The paradox of free will vs. a predetermined plan for your lifetime resolves at the above point. There are junctures you will arrive at, circumstances you will encounter, and individuals who will most certainly appear upon the stage of your life at just the right time and place. But how you fare through those transits is up to you. At those points of climax – those “choose your own adventure” pages of your story – you will be making the call.

Here’s the rub. Soul, if heeded, will always take you down the path of growth, i.e., the path of evolution, i.e., the long journey back to Oneness. Which path will always involve opportunity, but also some element of challenge and/or conflict. Ego, however, being the fully Earthbound aspect of “you”, may have other ideas. If the Ego aspect of self doesn’t realize that its role is mostly to watch and enjoy the movie, it may decide that it needs to edit the action.

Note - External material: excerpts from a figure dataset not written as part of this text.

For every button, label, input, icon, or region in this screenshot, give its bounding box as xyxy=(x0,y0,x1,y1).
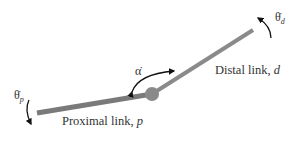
theta-d-label: θ̇d xyxy=(275,10,285,26)
distal-link-label: Distal link, d xyxy=(215,63,280,78)
joint xyxy=(145,87,159,101)
theta-d-sub: d xyxy=(281,17,285,26)
distal-link xyxy=(152,30,253,94)
proximal-link xyxy=(37,94,152,113)
theta-d-arrow-icon xyxy=(258,18,271,38)
theta-p-arrow-icon xyxy=(27,100,31,124)
proximal-link-label: Proximal link, p xyxy=(62,114,143,129)
distal-var: d xyxy=(274,63,280,77)
proximal-var: p xyxy=(137,114,143,128)
distal-text: Distal link, xyxy=(215,63,274,77)
theta-p-label: θ̇p xyxy=(14,88,24,104)
alpha-label: α̇ xyxy=(135,64,141,79)
theta-p-sub: p xyxy=(20,95,24,104)
alpha-symbol: α̇ xyxy=(135,64,141,78)
proximal-text: Proximal link, xyxy=(62,114,137,128)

That is, if Ego, being a construct of your not-entirely-aware physical brain, decides that its job is to create safety rather than adventure, then Ego will do its darndest to shut down all that opportunity/challenge/conflict stuff. Run away from all that; escape; hide.

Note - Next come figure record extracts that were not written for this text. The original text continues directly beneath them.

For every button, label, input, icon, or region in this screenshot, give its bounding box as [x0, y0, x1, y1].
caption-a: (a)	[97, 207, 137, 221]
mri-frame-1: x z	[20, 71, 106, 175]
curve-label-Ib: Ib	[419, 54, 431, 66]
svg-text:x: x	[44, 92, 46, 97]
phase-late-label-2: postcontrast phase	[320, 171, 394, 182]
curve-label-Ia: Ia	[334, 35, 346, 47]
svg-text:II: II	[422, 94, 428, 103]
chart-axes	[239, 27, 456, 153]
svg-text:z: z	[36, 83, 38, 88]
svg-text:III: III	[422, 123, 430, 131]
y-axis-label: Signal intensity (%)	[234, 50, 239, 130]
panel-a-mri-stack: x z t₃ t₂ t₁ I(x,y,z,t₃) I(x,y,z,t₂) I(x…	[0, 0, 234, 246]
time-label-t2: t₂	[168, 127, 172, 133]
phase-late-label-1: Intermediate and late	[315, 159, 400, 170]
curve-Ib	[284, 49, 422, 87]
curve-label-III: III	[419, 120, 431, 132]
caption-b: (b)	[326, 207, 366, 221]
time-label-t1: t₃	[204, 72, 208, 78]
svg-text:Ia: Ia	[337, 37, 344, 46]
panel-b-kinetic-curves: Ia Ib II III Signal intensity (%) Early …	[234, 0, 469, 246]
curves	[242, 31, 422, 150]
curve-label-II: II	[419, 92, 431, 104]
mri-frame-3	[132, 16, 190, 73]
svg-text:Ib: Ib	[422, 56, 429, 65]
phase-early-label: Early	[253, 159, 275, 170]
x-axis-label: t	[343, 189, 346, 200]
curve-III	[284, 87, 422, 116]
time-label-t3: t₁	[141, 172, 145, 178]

Can you imagine if the stories that we love to watch or read were crafted by a mispurposed Ego? No heroic deed would ever be attempted. Protagonists would hide out, go nowhere, do nothing of any value as entertainment.

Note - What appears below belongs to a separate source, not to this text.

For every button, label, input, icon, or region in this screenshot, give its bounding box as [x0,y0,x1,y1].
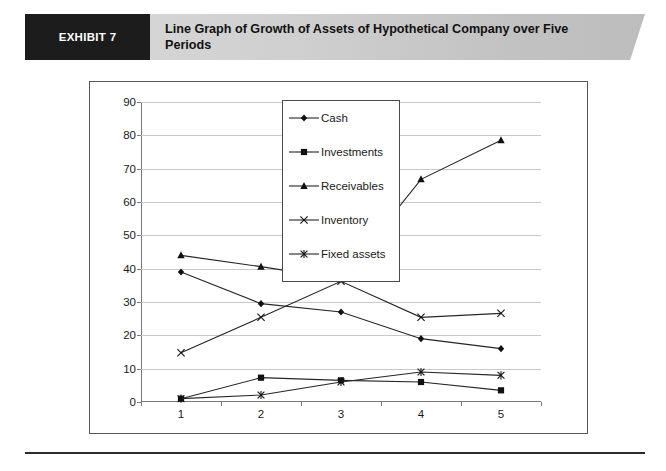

Consider the opposite of all that. Wherever there is a whisper of Soul’s intent, whenever there is opportunity, challenge, and perhaps even conflict, step forward, embrace it, venture into it. Relish the story arc – and multiple story arcs – of your lifetime. Think of “acceptance” as saying yes to your Soul; rejecting any experience is the converse of that.

Instead of “Oh no, here we go again”, or “Why me?”, or “What if this doesn’t work?”, can you respond as if you were watching a movie from the safety of a comfortable theatre seat? The mantra “Ooh, isn’t this interesting” would serve you well whenever the rising action in your life is building towards some sort of climactic scene.

From the above (refreshed) perspective, take a look at your life. Consider the various story arcs within your life, including their various stages of development. And consider the overarching story arc, the story of your lifetime. Embrace it all, in full acceptance. Then, imagine yourself in the presence of your Soul. With a resolved nod, tell them you’re in, that you are saying “yes” to whatever opportunity or challenge or conflict is presently lined up for you. Then, perhaps imagine them handing you a pen, and a tablet with a script still under development. What will you write on the blank pages? How do you choose to resolve the storyline(s) of your lifetime?

It is a fresh perspective, viewing your life as one of “God’s stories”, i.e., God’s entertainment. More fun, I suggest, than viewing it as some sort of ordeal or trial or test on which you will be graded and judged (or, worse yet, as a meaningless and pointless exercise generated by a “cosmic fluke” theory of reality.) No, you are an actor on a grand stage, playing a role you enthusiastically signed up for. The actor need not be afraid. Just be the entertainment that you came here to be. As you perform for an audience that is the grander “you” who, beyond this world of illusion, is who you truly are.